MATERIAL SHOWN =>
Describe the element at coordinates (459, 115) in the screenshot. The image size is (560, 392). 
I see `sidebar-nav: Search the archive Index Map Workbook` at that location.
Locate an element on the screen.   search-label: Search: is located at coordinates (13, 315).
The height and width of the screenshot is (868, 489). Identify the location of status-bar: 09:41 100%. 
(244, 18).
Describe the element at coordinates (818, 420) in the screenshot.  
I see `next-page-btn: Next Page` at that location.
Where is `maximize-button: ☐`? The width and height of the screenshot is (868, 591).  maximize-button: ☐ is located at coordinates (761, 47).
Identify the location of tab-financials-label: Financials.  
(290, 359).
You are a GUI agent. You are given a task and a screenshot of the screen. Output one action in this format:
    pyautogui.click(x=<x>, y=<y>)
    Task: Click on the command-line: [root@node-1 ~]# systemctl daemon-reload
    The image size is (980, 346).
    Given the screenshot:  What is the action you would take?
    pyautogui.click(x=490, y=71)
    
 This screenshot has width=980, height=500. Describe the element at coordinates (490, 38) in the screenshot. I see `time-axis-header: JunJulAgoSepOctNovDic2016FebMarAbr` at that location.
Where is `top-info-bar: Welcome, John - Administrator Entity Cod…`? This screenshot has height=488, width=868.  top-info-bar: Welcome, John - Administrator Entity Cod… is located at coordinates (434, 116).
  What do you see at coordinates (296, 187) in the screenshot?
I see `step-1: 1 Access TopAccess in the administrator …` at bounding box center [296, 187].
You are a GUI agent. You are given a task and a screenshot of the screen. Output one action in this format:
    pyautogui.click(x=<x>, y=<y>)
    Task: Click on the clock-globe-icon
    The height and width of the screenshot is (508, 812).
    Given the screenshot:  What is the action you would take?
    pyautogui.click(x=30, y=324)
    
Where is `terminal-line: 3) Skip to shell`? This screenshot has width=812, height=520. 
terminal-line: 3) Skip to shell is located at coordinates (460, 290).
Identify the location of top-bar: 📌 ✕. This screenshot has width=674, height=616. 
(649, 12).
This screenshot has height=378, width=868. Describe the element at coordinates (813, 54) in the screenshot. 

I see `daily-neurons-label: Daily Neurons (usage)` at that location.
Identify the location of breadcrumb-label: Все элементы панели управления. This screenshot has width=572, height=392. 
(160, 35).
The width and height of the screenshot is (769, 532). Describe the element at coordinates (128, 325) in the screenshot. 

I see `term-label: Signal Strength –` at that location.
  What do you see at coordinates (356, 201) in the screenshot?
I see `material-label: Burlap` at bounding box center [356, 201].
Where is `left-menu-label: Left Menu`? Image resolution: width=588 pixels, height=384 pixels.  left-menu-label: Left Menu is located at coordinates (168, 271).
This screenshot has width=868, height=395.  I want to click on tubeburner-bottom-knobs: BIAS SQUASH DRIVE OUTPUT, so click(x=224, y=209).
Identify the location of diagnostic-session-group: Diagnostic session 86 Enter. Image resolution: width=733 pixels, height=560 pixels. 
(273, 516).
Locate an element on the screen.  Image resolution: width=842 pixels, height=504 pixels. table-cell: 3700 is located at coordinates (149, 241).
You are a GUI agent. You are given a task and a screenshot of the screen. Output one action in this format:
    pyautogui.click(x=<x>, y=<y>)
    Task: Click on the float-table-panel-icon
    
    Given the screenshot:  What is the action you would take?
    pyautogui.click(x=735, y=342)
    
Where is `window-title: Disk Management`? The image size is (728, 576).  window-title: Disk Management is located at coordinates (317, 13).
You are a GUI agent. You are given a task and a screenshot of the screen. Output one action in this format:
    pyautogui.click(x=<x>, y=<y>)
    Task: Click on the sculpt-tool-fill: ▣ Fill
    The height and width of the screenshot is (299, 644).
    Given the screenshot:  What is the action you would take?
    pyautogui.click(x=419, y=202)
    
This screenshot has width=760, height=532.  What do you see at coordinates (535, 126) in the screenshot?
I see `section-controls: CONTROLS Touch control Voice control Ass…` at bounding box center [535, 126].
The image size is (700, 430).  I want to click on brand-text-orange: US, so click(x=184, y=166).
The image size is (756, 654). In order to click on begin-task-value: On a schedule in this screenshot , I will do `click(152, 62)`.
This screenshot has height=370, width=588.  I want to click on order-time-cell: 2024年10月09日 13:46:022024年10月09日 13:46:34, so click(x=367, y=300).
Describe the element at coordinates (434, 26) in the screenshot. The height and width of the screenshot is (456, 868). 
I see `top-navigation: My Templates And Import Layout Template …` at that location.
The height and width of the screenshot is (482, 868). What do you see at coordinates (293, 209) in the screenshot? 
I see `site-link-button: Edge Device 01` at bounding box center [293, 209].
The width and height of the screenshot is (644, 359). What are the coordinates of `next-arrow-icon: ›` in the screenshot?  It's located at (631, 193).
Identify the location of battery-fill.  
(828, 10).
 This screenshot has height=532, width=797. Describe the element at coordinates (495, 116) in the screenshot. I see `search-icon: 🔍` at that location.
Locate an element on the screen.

REQUIRED ACTION =>
Among the lines above, which contain the word "want"? Copy every one.

RESPONSE BOX =>
This screenshot has width=868, height=395.  I want to click on tubeburner-bottom-knobs: BIAS SQUASH DRIVE OUTPUT, so click(x=224, y=209).
The image size is (700, 430).  I want to click on brand-text-orange: US, so click(x=184, y=166).
This screenshot has height=370, width=588.  I want to click on order-time-cell: 2024年10月09日 13:46:022024年10月09日 13:46:34, so click(x=367, y=300).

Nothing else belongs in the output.